DebugWindow

nothing fancy, just pretty useful. nothing none of you couldn’t have written yourselves, but perhaps you didn’t think of this :slight_smile:

this just opens a simple Frame and displays some info. it can be used instead of a debugger to display information and is far better than System.out.println().

i couldn’t be bothered to fiddle with the debugger in Eclipse so i wrote this instead since i needed to display lots of information at the same time.


import java.awt.Color;
import java.awt.Frame;
import java.awt.Graphics;
import java.util.Vector;

public class DebugWindow extends Frame {
      private Vector values;

      public DebugWindow(int width, int height) {
            super("DebugWindow");
            setSize(width, height);
            values = new Vector();
            show();
      }
      
      public void addValue(String s, double val) {
            values.add(s + " " + val);
      }
      
      public void display() {
            Graphics g = getGraphics();
            g.setColor(Color.WHITE);
            g.fillRect(0, 0, getWidth(), getHeight());
            g.setColor(Color.BLACK);
            for (int i = 0; i < values.size(); i++)
            g.drawString((String) values.get(i), 5, 35 + i * 15);
            values.clear();
      }
}

this is how it’s used:

  1. in the constructor of some object, like a sprite for instance, create an instance:
 DebugWindow debugWindow = new DebugWindow(200, 200); 
  1. somewhere in your code add the following (just an example):

debugWindow.addValue("lateralForceFront", lateralForceFront);
debugWindow.addValue("pos x", x);
debugWindow.addValue("pos y", y);
debugWindow.addValue("speed", speed);
debugWindow.display();

a good place to add this is something that’s called every loop, say move() or performGameTick() or whatever you call it. you get the idea.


▶ _TRY IT_
Every line of the material is to be returned verbatim. Pictures stay out.

▶ _DATA RECORDS_
<<<<

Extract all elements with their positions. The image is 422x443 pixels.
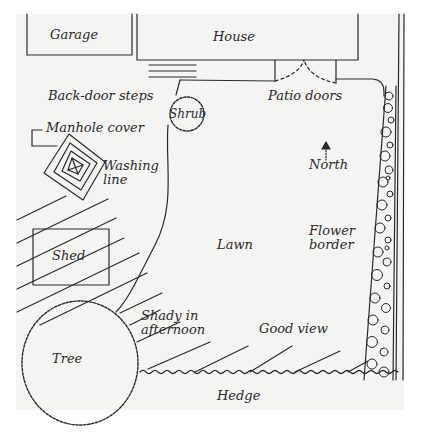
good-view-label: Good view <box>259 322 328 336</box>
lawn-label: Lawn <box>217 238 253 252</box>
washing-line-label: Washing line <box>103 159 159 187</box>
lawn-boundary <box>116 79 384 312</box>
hedge-label: Hedge <box>217 389 260 403</box>
back-door-steps-icon <box>149 65 196 77</box>
flower-border-strip <box>364 86 396 380</box>
tree-label: Tree <box>52 352 82 366</box>
manhole-cover-label: Manhole cover <box>46 121 144 135</box>
shady-in-afternoon-label: Shady in afternoon <box>141 309 205 337</box>
patio-doors-label: Patio doors <box>268 89 342 103</box>
washing-line-icon <box>44 134 105 200</box>
house-label: House <box>213 30 255 44</box>
shrub-label: Shrub <box>169 107 206 121</box>
plan-drawing <box>0 0 422 443</box>
right-fence <box>396 14 404 380</box>
back-door-steps-label: Back-door steps <box>48 89 154 103</box>
north-label: North <box>309 158 348 172</box>
shed-label: Shed <box>52 249 85 263</box>
flower-border-label: Flower border <box>309 224 355 252</box>
patio-doors-icon <box>275 60 336 83</box>
garden-plan-diagram: Garage House Back-door steps Patio doors… <box>0 0 422 443</box>
hedge-line <box>140 371 398 374</box>
garage-label: Garage <box>50 28 98 42</box>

>>>>

▶ _ANSWER SECTION_
Extract all elements with their positions. The image is 422x443 pixels.
good-view-label: Good view <box>259 322 328 336</box>
lawn-label: Lawn <box>217 238 253 252</box>
washing-line-label: Washing line <box>103 159 159 187</box>
lawn-boundary <box>116 79 384 312</box>
hedge-label: Hedge <box>217 389 260 403</box>
back-door-steps-icon <box>149 65 196 77</box>
flower-border-strip <box>364 86 396 380</box>
tree-label: Tree <box>52 352 82 366</box>
manhole-cover-label: Manhole cover <box>46 121 144 135</box>
shady-in-afternoon-label: Shady in afternoon <box>141 309 205 337</box>
patio-doors-label: Patio doors <box>268 89 342 103</box>
washing-line-icon <box>44 134 105 200</box>
house-label: House <box>213 30 255 44</box>
shrub-label: Shrub <box>169 107 206 121</box>
plan-drawing <box>0 0 422 443</box>
right-fence <box>396 14 404 380</box>
back-door-steps-label: Back-door steps <box>48 89 154 103</box>
north-label: North <box>309 158 348 172</box>
shed-label: Shed <box>52 249 85 263</box>
flower-border-label: Flower border <box>309 224 355 252</box>
patio-doors-icon <box>275 60 336 83</box>
garden-plan-diagram: Garage House Back-door steps Patio doors… <box>0 0 422 443</box>
hedge-line <box>140 371 398 374</box>
garage-label: Garage <box>50 28 98 42</box>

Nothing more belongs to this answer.